The Forgotten American Volunteer Group Book Review
By David L. Veres
Date of Review | February 2022 | Title | The Forgotten American Volunteer Group |
---|---|---|---|
Author | Dan Hagedorn | Publisher | Key Publishing |
Published | 2022 | ISBN | 9781913870027 |
Format | 96 pages, softcover | MSRP (USD) | $24.95 |
Review
Start with 1930s Latin American border fighting. Add a heaping dose of warplanes. Stir in mercenary aircrew. And spice with German-American friction.
All years before WWII.
That’s the recipe for The Forgotten American Volunteer Group: US Volunteers in the Colombia–Peru War, 1932 from Key Publishing – available in North America from Casemate.

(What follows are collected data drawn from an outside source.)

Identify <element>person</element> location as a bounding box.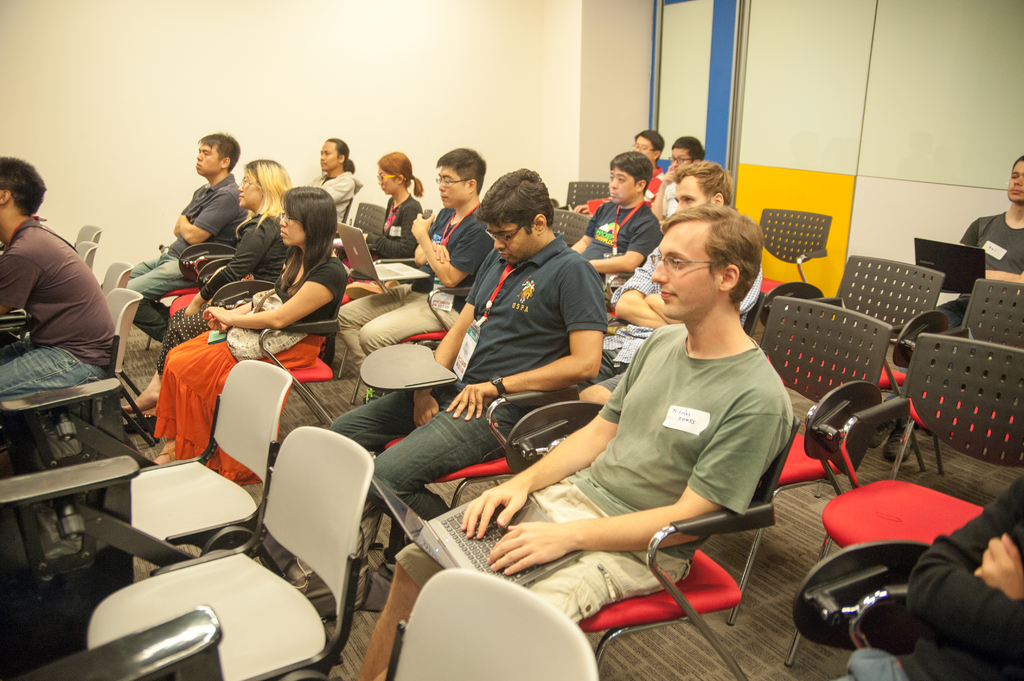
bbox(331, 172, 602, 594).
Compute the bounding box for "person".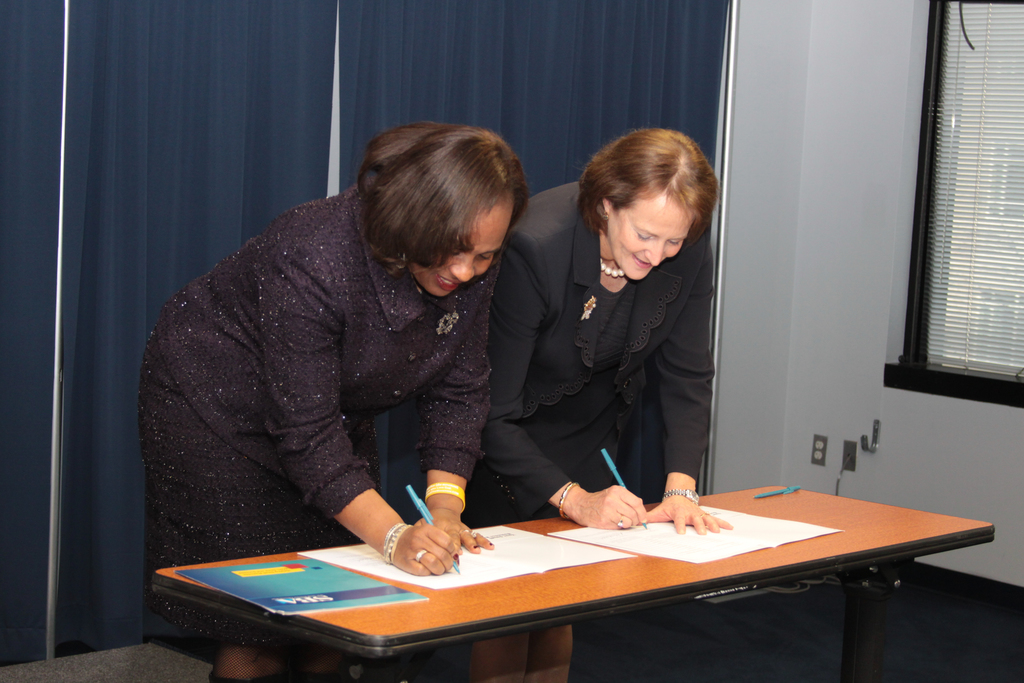
locate(140, 121, 523, 682).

Dan Hagedorn tells the whole terrific tale in just 96 picture-packed pages across nine spellbinding sections.
- Introduction
- The [Colombian] Aviación Militar at the Dawn of the 1930s
- The Curtiss-Wright Connection
- Colombia Attacks
- Curtiss-Wright Arrives in Force, Just as the Dust Settles
- El Misión de Aviación Norteamericana
- Flying in Colombia
- A Few Words About the Opposition
- Opening Moves and the Combat Period
Simple economics “during the depths of the Depression” – and symbiosis between Curtiss and the broader aviation field – fueled American participation.
“Thus, from late 1933, through the ‘hangar grapevine’ in the United States,” the author observes, “where any hint of a job opportunity in the [aviation] field was eagerly seized upon … word slowly spread that ‘Colombia was hiring,’ not only pilots, but mechanics familiar with Curtiss aircraft as well – and that she was willing to pay rather handsomely.”
Ancillary events proved almost perfectly timed.
Hagedorn notes that the “nearly concurrent cancellation of all existing air mail contracts in the U.S. in February 1934”, as well as “increasingly stringent” USAAC “budgetary restraints”, prompted “more than 25 U.S. nationals to answer Colombia’s call”.
That came with at US$500 a month for pilots, plus “a bonus for each Peruvian machine brought down” – and “$200 to $250 per month, plus unidentified “‘expenses’” for mechanics.
“[P]rincely sums during the Depression,” Hagedorn adds with evident understatement.
This is their saga – seven years before a more famous American Volunteer Group served China.
Dozens of period photos – many rare and previously unpublished – season the survey. Extended, explanatory captions further augment the account. One color aircraft profile and a map also illustrate the effort. And annotations conclude contents.
Few have so illumined Latin American Aviation history for English-speaking readers as Dan Hagedorn has. And this terrific little tome proves it.
More, please. Many more.
Recommended!
With thanks to Casemate for the review copy.